__Task__: Every entry below must be retyped exactly, and the pictures must be left out.

__Dataset records__:
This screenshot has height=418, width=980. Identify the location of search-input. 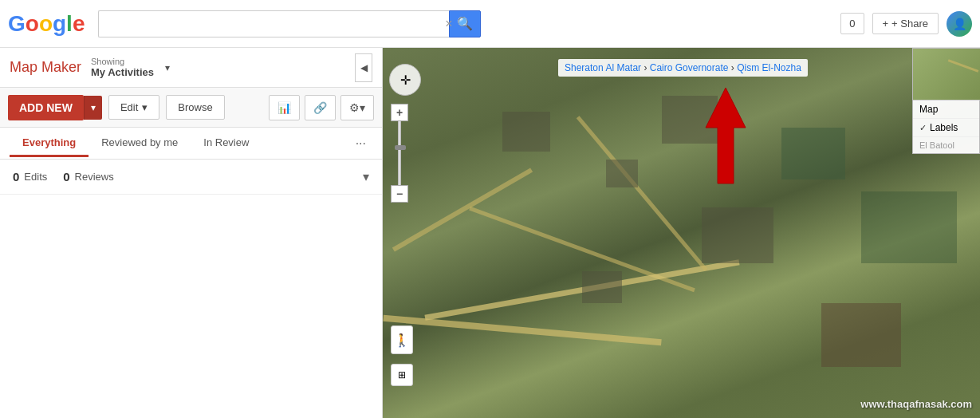
(274, 24).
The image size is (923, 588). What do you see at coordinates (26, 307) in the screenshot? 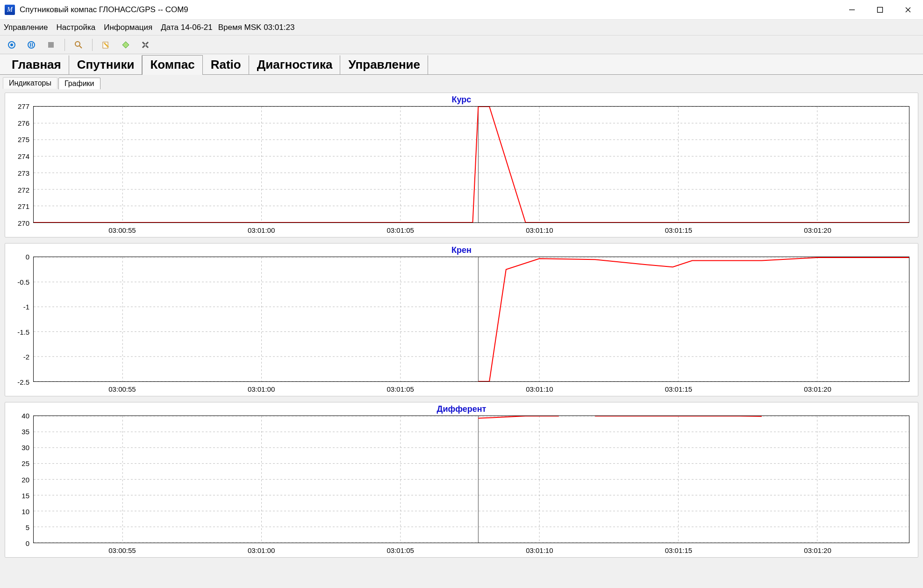
I see `y-tick: -1` at bounding box center [26, 307].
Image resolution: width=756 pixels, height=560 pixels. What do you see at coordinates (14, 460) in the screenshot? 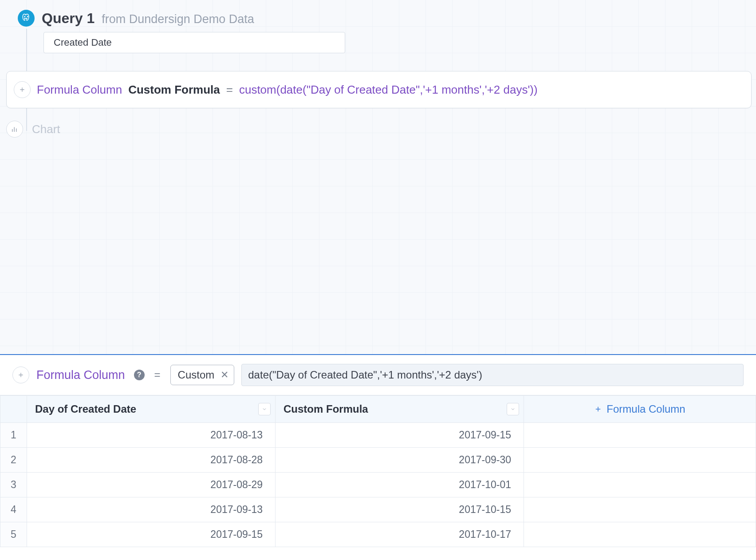
I see `row-number: 2` at bounding box center [14, 460].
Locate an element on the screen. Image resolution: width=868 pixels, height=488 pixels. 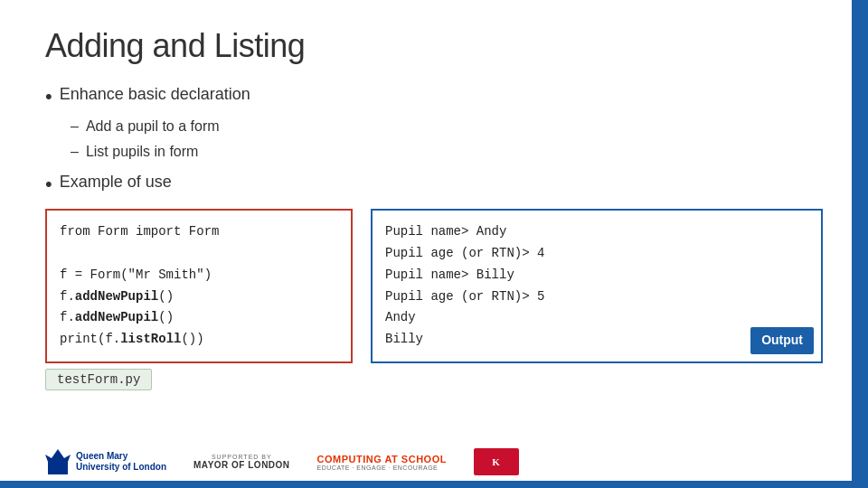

__Reply to the exercise__:
This screenshot has height=418, width=980. Identify the location of search-input. 
(274, 24).
The image size is (923, 588). What do you see at coordinates (26, 307) in the screenshot? 
I see `y-tick: -1` at bounding box center [26, 307].
Image resolution: width=756 pixels, height=560 pixels. What do you see at coordinates (14, 460) in the screenshot? 
I see `row-number: 2` at bounding box center [14, 460].
Locate an element on the screen. Image resolution: width=868 pixels, height=488 pixels. 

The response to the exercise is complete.